▶ YOUR ASSIGNMENT: Return the data below in full, matching every line exactly.

▶ RECORDS TO PROCESS:
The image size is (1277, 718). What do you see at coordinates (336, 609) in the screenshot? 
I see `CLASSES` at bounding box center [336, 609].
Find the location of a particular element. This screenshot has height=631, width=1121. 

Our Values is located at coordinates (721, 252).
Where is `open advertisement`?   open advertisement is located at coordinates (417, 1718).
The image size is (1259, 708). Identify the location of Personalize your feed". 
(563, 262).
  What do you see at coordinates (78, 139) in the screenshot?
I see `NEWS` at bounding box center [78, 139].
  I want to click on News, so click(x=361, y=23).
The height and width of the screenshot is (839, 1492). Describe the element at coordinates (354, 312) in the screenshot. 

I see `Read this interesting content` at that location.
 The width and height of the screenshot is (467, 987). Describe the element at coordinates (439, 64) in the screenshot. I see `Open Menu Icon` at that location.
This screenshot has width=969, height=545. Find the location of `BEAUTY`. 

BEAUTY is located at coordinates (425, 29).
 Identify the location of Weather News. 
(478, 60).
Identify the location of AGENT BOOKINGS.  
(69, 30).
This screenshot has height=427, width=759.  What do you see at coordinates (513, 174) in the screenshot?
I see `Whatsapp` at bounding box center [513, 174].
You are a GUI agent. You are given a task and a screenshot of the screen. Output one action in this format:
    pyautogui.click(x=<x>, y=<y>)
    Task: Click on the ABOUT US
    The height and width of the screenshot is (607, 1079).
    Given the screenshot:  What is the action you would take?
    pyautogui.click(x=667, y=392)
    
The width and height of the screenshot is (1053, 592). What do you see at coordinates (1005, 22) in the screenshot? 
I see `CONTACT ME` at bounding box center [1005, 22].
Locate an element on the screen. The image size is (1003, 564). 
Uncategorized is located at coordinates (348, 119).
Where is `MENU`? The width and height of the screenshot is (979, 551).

▶ EXERCISE RESPONSE:
The image size is (1277, 718). What do you see at coordinates (336, 609) in the screenshot? 
I see `CLASSES` at bounding box center [336, 609].
Find the location of a particular element. This screenshot has height=631, width=1121. 

Our Values is located at coordinates (721, 252).
Where is `open advertisement`?   open advertisement is located at coordinates (417, 1718).
The image size is (1259, 708). Identify the location of Personalize your feed". 
(563, 262).
  What do you see at coordinates (78, 139) in the screenshot?
I see `NEWS` at bounding box center [78, 139].
  I want to click on News, so click(x=361, y=23).
The height and width of the screenshot is (839, 1492). Describe the element at coordinates (354, 312) in the screenshot. 

I see `Read this interesting content` at that location.
 The width and height of the screenshot is (467, 987). Describe the element at coordinates (439, 64) in the screenshot. I see `Open Menu Icon` at that location.
This screenshot has width=969, height=545. Find the location of `BEAUTY`. 

BEAUTY is located at coordinates (425, 29).
 Identify the location of Weather News. 
(478, 60).
Identify the location of AGENT BOOKINGS.  
(69, 30).
This screenshot has height=427, width=759.  What do you see at coordinates (513, 174) in the screenshot?
I see `Whatsapp` at bounding box center [513, 174].
You are a GUI agent. You are given a task and a screenshot of the screen. Output one action in this format:
    pyautogui.click(x=<x>, y=<y>)
    Task: Click on the ABOUT US
    The height and width of the screenshot is (607, 1079).
    Given the screenshot:  What is the action you would take?
    pyautogui.click(x=667, y=392)
    
The width and height of the screenshot is (1053, 592). What do you see at coordinates (1005, 22) in the screenshot? 
I see `CONTACT ME` at bounding box center [1005, 22].
Locate an element on the screen. The image size is (1003, 564). 
Uncategorized is located at coordinates (348, 119).
Where is `MENU`? The width and height of the screenshot is (979, 551).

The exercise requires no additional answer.